Indexing Service is no longer supported as of Windows XP and is unavailable for use as of Windows 8. Instead, use Windows Search for client side search and Microsoft Search Server Express for server side search.

 

An Indexing Service filter implements the IFilter interface for a specific type of file. The filter extracts text and properties from documents for placement in the Indexing Service index. Once this content is in the index, you can query the index to find occurrences of the requested content in the filtered files.

An Indexing Service filter, also known as a content filter, is a dynamic-link library (DLL) that includes an implementation of the IFilter interface for a specific class of files. An Indexing Service filter understands a file format and can extract the text from the content of the file and properties from either the content or associated properties of the file. To filter new file formats, you simply create and install a new filter implementation.

Filters register themselves for a particular file class. For example, an HTML filter can process the class of "htmlfile" files, which include .htm and .html files. For information about filter registration, see Finding the Filter DLL for a File.

Content filters also handle embedded or linked objects by having the parent object call the IFilter interface methods of the embedded or linked objects. These objects should have their own IFilter implementations, supplied by the system or the programmer, which follow the standard COM containment rules. IFilter::Init accepts a flag to control whether filtering follows links to other objects.

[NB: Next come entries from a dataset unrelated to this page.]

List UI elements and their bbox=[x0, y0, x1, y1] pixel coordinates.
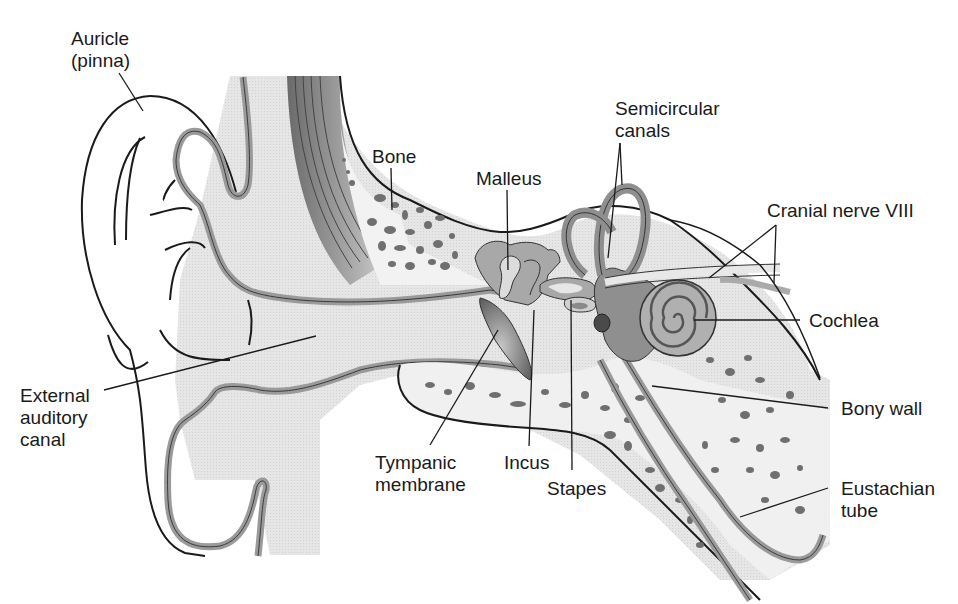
label-cochlea: Cochlea bbox=[809, 310, 879, 332]
ear-illustration bbox=[0, 0, 958, 604]
label-cranial-nerve: Cranial nerve VIII bbox=[767, 200, 914, 222]
label-eustachian-line1: Eustachian bbox=[841, 478, 935, 500]
label-tympanic-membrane: Tympanic membrane bbox=[375, 452, 466, 496]
ear-anatomy-diagram: Auricle (pinna) Bone Malleus Semicircula… bbox=[0, 0, 958, 604]
label-cochlea-line1: Cochlea bbox=[809, 310, 879, 332]
label-incus: Incus bbox=[504, 452, 549, 474]
label-auricle-line1: Auricle bbox=[71, 28, 130, 50]
label-auricle: Auricle (pinna) bbox=[71, 28, 130, 72]
label-external-canal-line3: canal bbox=[20, 429, 90, 451]
label-tympanic-line2: membrane bbox=[375, 474, 466, 496]
label-stapes: Stapes bbox=[547, 478, 606, 500]
label-malleus-line1: Malleus bbox=[476, 168, 541, 190]
label-external-auditory-canal: External auditory canal bbox=[20, 385, 90, 451]
label-bony-wall-line1: Bony wall bbox=[841, 398, 922, 420]
cochlea-shape bbox=[640, 280, 716, 356]
label-semicircular-line2: canals bbox=[615, 120, 720, 142]
label-cranial-nerve-line1: Cranial nerve VIII bbox=[767, 200, 914, 222]
label-tympanic-line1: Tympanic bbox=[375, 452, 466, 474]
label-semicircular-canals: Semicircular canals bbox=[615, 98, 720, 142]
label-incus-line1: Incus bbox=[504, 452, 549, 474]
label-eustachian-line2: tube bbox=[841, 500, 935, 522]
label-malleus: Malleus bbox=[476, 168, 541, 190]
label-semicircular-line1: Semicircular bbox=[615, 98, 720, 120]
label-bone: Bone bbox=[372, 146, 416, 168]
label-external-canal-line1: External bbox=[20, 385, 90, 407]
label-auricle-line2: (pinna) bbox=[71, 50, 130, 72]
label-stapes-line1: Stapes bbox=[547, 478, 606, 500]
label-bony-wall: Bony wall bbox=[841, 398, 922, 420]
label-eustachian-tube: Eustachian tube bbox=[841, 478, 935, 522]
label-bone-line1: Bone bbox=[372, 146, 416, 168]
label-external-canal-line2: auditory bbox=[20, 407, 90, 429]
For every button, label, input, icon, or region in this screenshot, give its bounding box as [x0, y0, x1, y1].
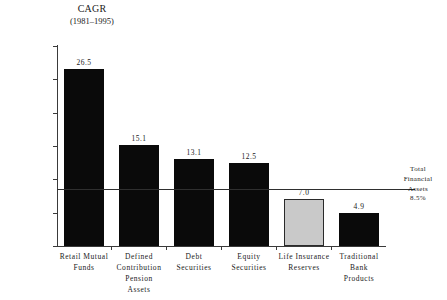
- bar-value-label: 26.5: [56, 58, 112, 67]
- y-axis-line: [57, 45, 58, 247]
- category-line: Traditional: [322, 252, 396, 263]
- x-tick-mark: [276, 246, 277, 250]
- bar-value-label: 15.1: [111, 134, 167, 143]
- bar-slot: 12.5: [229, 163, 269, 246]
- y-tick-mark: [53, 113, 57, 114]
- category-line: Products: [322, 274, 396, 285]
- y-tick-mark: [53, 246, 57, 247]
- bar-retail-mutual-funds[interactable]: [64, 69, 104, 246]
- bar-value-label: 4.9: [331, 202, 387, 211]
- y-tick-mark: [53, 179, 57, 180]
- reference-annotation-line-1: Total: [392, 165, 444, 175]
- category-line: Bank: [322, 263, 396, 274]
- reference-annotation-line-3: Assets: [392, 185, 444, 195]
- bar-defined-contribution-pension-assets[interactable]: [119, 145, 159, 246]
- reference-line-annotation: Total Financial Assets 8.5%: [392, 165, 444, 204]
- reference-annotation-line-2: Financial: [392, 175, 444, 185]
- bar-slot: 26.5: [64, 69, 104, 246]
- bar-value-label: 12.5: [221, 152, 277, 161]
- bar-slot: 13.1: [174, 159, 214, 246]
- x-tick-mark: [331, 246, 332, 250]
- bar-value-label: 13.1: [166, 148, 222, 157]
- bar-slot: 4.9: [339, 213, 379, 246]
- x-tick-mark: [111, 246, 112, 250]
- y-tick-mark: [53, 213, 57, 214]
- chart-plot-area: 0% 5% 10% 15% 20% 25% 30% 26.5 15.1: [0, 0, 447, 300]
- x-tick-mark: [221, 246, 222, 250]
- y-tick-mark: [53, 146, 57, 147]
- category-line: Pension: [102, 274, 176, 285]
- bar-slot: 15.1: [119, 145, 159, 246]
- y-tick-mark: [53, 79, 57, 80]
- bar-traditional-bank-products[interactable]: [339, 213, 379, 246]
- bar-slot: 7.0: [284, 199, 324, 246]
- category-line: Assets: [102, 285, 176, 296]
- category-label-traditional-bank-products: Traditional Bank Products: [322, 252, 396, 285]
- bar-debt-securities[interactable]: [174, 159, 214, 246]
- bar-life-insurance-reserves[interactable]: [284, 199, 324, 246]
- y-tick-mark: [53, 46, 57, 47]
- x-tick-mark: [166, 246, 167, 250]
- reference-line-total-financial-assets: [57, 189, 386, 190]
- bar-equity-securities[interactable]: [229, 163, 269, 246]
- reference-annotation-value: 8.5%: [392, 194, 444, 204]
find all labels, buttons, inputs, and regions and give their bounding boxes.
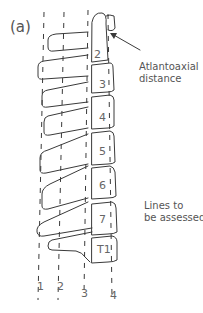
line-3 (84, 10, 88, 296)
lines-label-line2: be assessed (144, 212, 203, 223)
spine-diagram: (a) (0, 0, 203, 313)
label-c5: 5 (99, 145, 106, 158)
line-2 (58, 12, 64, 300)
label-c6: 6 (99, 179, 106, 192)
atlas-arch (106, 15, 115, 31)
label-c7: 7 (99, 213, 106, 226)
atlantoaxial-label-line1: Atlantoaxial (139, 61, 199, 72)
label-c4: 4 (99, 111, 106, 124)
label-c3: 3 (99, 78, 106, 91)
atlantoaxial-label-line2: distance (139, 73, 181, 84)
lines-label-line1: Lines to (144, 200, 183, 211)
label-t1: T1 (96, 243, 111, 256)
line-number-3: 3 (81, 287, 88, 300)
line-number-4: 4 (110, 289, 117, 302)
line-1 (38, 12, 44, 300)
line-number-1: 1 (37, 280, 44, 293)
posterior-elements (37, 32, 92, 262)
panel-label: (a) (10, 18, 31, 36)
label-c2: 2 (94, 48, 101, 61)
line-numbers: 1 2 3 4 (37, 280, 117, 302)
atlantoaxial-arrow (110, 33, 140, 50)
line-number-2: 2 (57, 280, 64, 293)
vertebra-labels: 2 3 4 5 6 7 T1 (94, 48, 111, 256)
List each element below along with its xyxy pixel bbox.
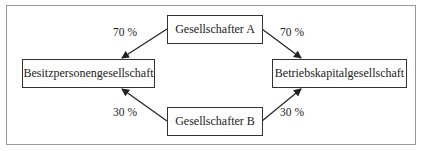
edge-label-a-left: 70 %: [113, 26, 137, 38]
edge-label-b-right: 30 %: [280, 106, 304, 118]
edge-label-a-right: 70 %: [280, 26, 304, 38]
node-shareholder-b: Gesellschafter B: [167, 107, 263, 136]
edge-label-b-left: 30 %: [113, 106, 137, 118]
node-shareholder-a: Gesellschafter A: [167, 15, 263, 44]
node-operating-company: Betriebskapitalgesellschaft: [272, 59, 407, 88]
node-holding-company: Besitzpersonengesellschaft: [22, 59, 155, 88]
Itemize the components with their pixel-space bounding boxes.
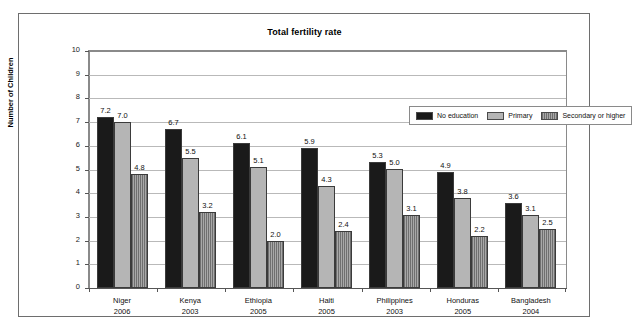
- y-tick-label-0: 0: [58, 282, 80, 291]
- bar-value-label: 6.1: [229, 132, 255, 141]
- legend-swatch-no-education: [416, 112, 433, 120]
- bar-value-label: 2.5: [535, 218, 561, 227]
- bar: [199, 212, 216, 288]
- y-tick-mark-3: [85, 217, 89, 218]
- legend-label-secondary-or-higher: Secondary or higher: [562, 112, 625, 119]
- bar: [97, 117, 114, 288]
- bar: [403, 215, 420, 288]
- bar: [250, 167, 267, 288]
- y-tick-mark-2: [85, 241, 89, 242]
- legend-item-primary: Primary: [487, 112, 532, 120]
- x-group-tick: [565, 288, 566, 292]
- x-group-tick: [362, 288, 363, 292]
- x-axis-country-name: Honduras: [447, 296, 480, 305]
- x-group-tick: [293, 288, 294, 292]
- gridline-10: [89, 51, 566, 52]
- bar-value-label: 3.1: [518, 204, 544, 213]
- x-group-tick: [157, 288, 158, 292]
- legend-swatch-primary: [487, 112, 504, 120]
- x-axis-country-name: Niger: [113, 296, 131, 305]
- bar-value-label: 4.8: [127, 163, 153, 172]
- bar: [318, 186, 335, 288]
- x-axis-label-bangladesh: Bangladesh2004: [491, 295, 571, 317]
- bar-value-label: 6.7: [161, 118, 187, 127]
- gridline-6: [89, 146, 566, 147]
- y-tick-mark-5: [85, 170, 89, 171]
- gridline-5: [89, 170, 566, 171]
- legend-label-primary: Primary: [508, 112, 532, 119]
- y-tick-mark-6: [85, 146, 89, 147]
- legend-swatch-secondary-or-higher: [541, 112, 558, 120]
- x-axis-country-name: Bangladesh: [511, 296, 551, 305]
- bar-value-label: 4.9: [433, 161, 459, 170]
- bar: [114, 122, 131, 288]
- plot-right-edge: [566, 51, 567, 288]
- bar-value-label: 2.4: [331, 220, 357, 229]
- bar: [386, 169, 403, 288]
- bar-value-label: 5.0: [382, 158, 408, 167]
- bar: [505, 203, 522, 288]
- x-group-tick: [225, 288, 226, 292]
- x-axis-country-name: Philippines: [377, 296, 413, 305]
- y-tick-label-3: 3: [58, 211, 80, 220]
- bar: [369, 162, 386, 288]
- bar-value-label: 3.1: [399, 204, 425, 213]
- bar-value-label: 4.3: [314, 175, 340, 184]
- bar: [471, 236, 488, 288]
- y-tick-mark-9: [85, 75, 89, 76]
- y-tick-label-4: 4: [58, 187, 80, 196]
- legend-label-no-education: No education: [437, 112, 478, 119]
- y-tick-label-10: 10: [58, 45, 80, 54]
- bar: [301, 148, 318, 288]
- y-tick-label-8: 8: [58, 92, 80, 101]
- y-axis-label: Number of Children: [6, 13, 15, 173]
- y-tick-mark-10: [85, 51, 89, 52]
- bar: [335, 231, 352, 288]
- y-tick-label-1: 1: [58, 258, 80, 267]
- bar-value-label: 3.2: [195, 201, 221, 210]
- bar: [182, 158, 199, 288]
- x-group-tick: [89, 288, 90, 292]
- x-axis-country-name: Kenya: [180, 296, 201, 305]
- y-tick-label-9: 9: [58, 69, 80, 78]
- bar: [454, 198, 471, 288]
- x-group-tick: [430, 288, 431, 292]
- legend-item-no-education: No education: [416, 112, 478, 120]
- y-tick-mark-1: [85, 264, 89, 265]
- y-tick-label-7: 7: [58, 116, 80, 125]
- y-tick-mark-4: [85, 193, 89, 194]
- bar: [131, 174, 148, 288]
- plot-area: 7.27.04.86.75.53.26.15.12.05.94.32.45.35…: [88, 50, 567, 289]
- bar-value-label: 2.2: [467, 225, 493, 234]
- bar-value-label: 5.9: [297, 137, 323, 146]
- gridline-8: [89, 98, 566, 99]
- x-axis-year: 2004: [491, 306, 571, 317]
- y-tick-label-6: 6: [58, 140, 80, 149]
- bar: [539, 229, 556, 288]
- bar-value-label: 5.1: [246, 156, 272, 165]
- y-tick-mark-8: [85, 98, 89, 99]
- bar-value-label: 3.6: [501, 192, 527, 201]
- y-tick-label-2: 2: [58, 235, 80, 244]
- x-axis-country-name: Haiti: [319, 296, 334, 305]
- bar-value-label: 5.5: [178, 147, 204, 156]
- bar-value-label: 7.0: [110, 111, 136, 120]
- bar: [267, 241, 284, 288]
- bar-value-label: 2.0: [263, 230, 289, 239]
- x-group-tick: [498, 288, 499, 292]
- y-tick-mark-7: [85, 122, 89, 123]
- legend-item-secondary-or-higher: Secondary or higher: [541, 112, 625, 120]
- y-tick-label-5: 5: [58, 164, 80, 173]
- bar-value-label: 3.8: [450, 187, 476, 196]
- gridline-9: [89, 75, 566, 76]
- x-axis-line: [89, 288, 567, 289]
- chart-legend: No education Primary Secondary or higher: [409, 106, 632, 125]
- x-axis-country-name: Ethiopia: [245, 296, 272, 305]
- chart-title: Total fertility rate: [0, 27, 609, 37]
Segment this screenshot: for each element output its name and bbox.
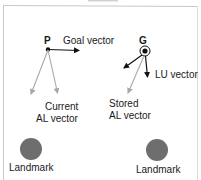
stored-al-label-line2: AL vector <box>109 110 152 121</box>
current-al-vector-arrow-left <box>31 50 48 94</box>
current-al-label-line1: Current <box>45 101 79 112</box>
goal-vector-arrow <box>48 50 79 51</box>
stored-al-vector-arrow <box>128 56 144 93</box>
stored-al-label-line1: Stored <box>109 98 138 109</box>
landmark-right-circle <box>146 139 168 161</box>
node-p-label: P <box>44 35 51 46</box>
landmark-right-label: Landmark <box>136 164 181 175</box>
node-g-label: G <box>139 35 147 46</box>
landmark-left-circle <box>20 138 42 160</box>
lu-vector-label: LU vector <box>155 69 198 80</box>
goal-vector-label: Goal vector <box>63 35 115 46</box>
goal-center-dot <box>142 48 147 53</box>
diagram-canvas: P Goal vector Current AL vector G LU vec… <box>0 0 201 180</box>
landmark-left-label: Landmark <box>9 162 54 173</box>
node-g: G <box>139 35 150 56</box>
current-al-vector-arrow-right <box>48 50 58 93</box>
current-al-label-line2: AL vector <box>36 113 79 124</box>
lu-vector-arrow <box>146 56 148 77</box>
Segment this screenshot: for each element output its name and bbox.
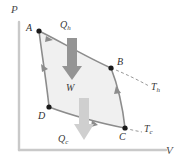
point-label-c: C — [119, 132, 126, 142]
isotherm-label-cold: Tc — [144, 124, 153, 134]
isotherm-label-cold-symbol: T — [144, 123, 150, 134]
point-label-a: A — [26, 23, 32, 33]
isotherm-label-hot-symbol: T — [151, 81, 157, 92]
heat-arrow-shaft — [79, 98, 89, 126]
heat-label-qh-subscript: h — [67, 24, 71, 32]
isotherm-label-hot: Th — [151, 82, 160, 92]
isotherm-label-hot-subscript: h — [157, 86, 161, 94]
vertex-marker-d — [46, 104, 51, 109]
vertex-marker-b — [108, 65, 113, 70]
heat-label-qc-subscript: c — [65, 138, 68, 146]
work-label: W — [66, 83, 74, 93]
heat-arrow-shaft — [67, 38, 77, 68]
vertex-marker-a — [36, 28, 41, 33]
vertex-marker-c — [122, 125, 127, 130]
y-axis-label: P — [11, 4, 18, 15]
isotherm-label-cold-subscript: c — [150, 128, 153, 136]
isotherm-cold-dashed — [125, 128, 142, 132]
heat-label-qc: Qc — [58, 134, 68, 144]
point-label-b: B — [117, 57, 123, 67]
pv-diagram-figure: P V A B C D Qh Qc W Th Tc — [0, 0, 186, 165]
x-axis-label: V — [166, 145, 173, 156]
point-label-d: D — [38, 111, 45, 121]
heat-arrow-head — [74, 124, 94, 140]
heat-label-qh: Qh — [60, 20, 71, 30]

You use a filter for the following two purposes:

  • Filtering Text and Properties. A filter performs a full-text search and can also determine properties for a file. A full-text search extracts only the text information from a file, without formatting or graphics information, so that the text can be indexed.
  • Viewing and Hit-Highlighting. A filter provides information for viewing and hit-highlighting. Hit-highlighting enables a text viewer to display the query hits and provides the navigation between hits so you can see exactly where query results occur.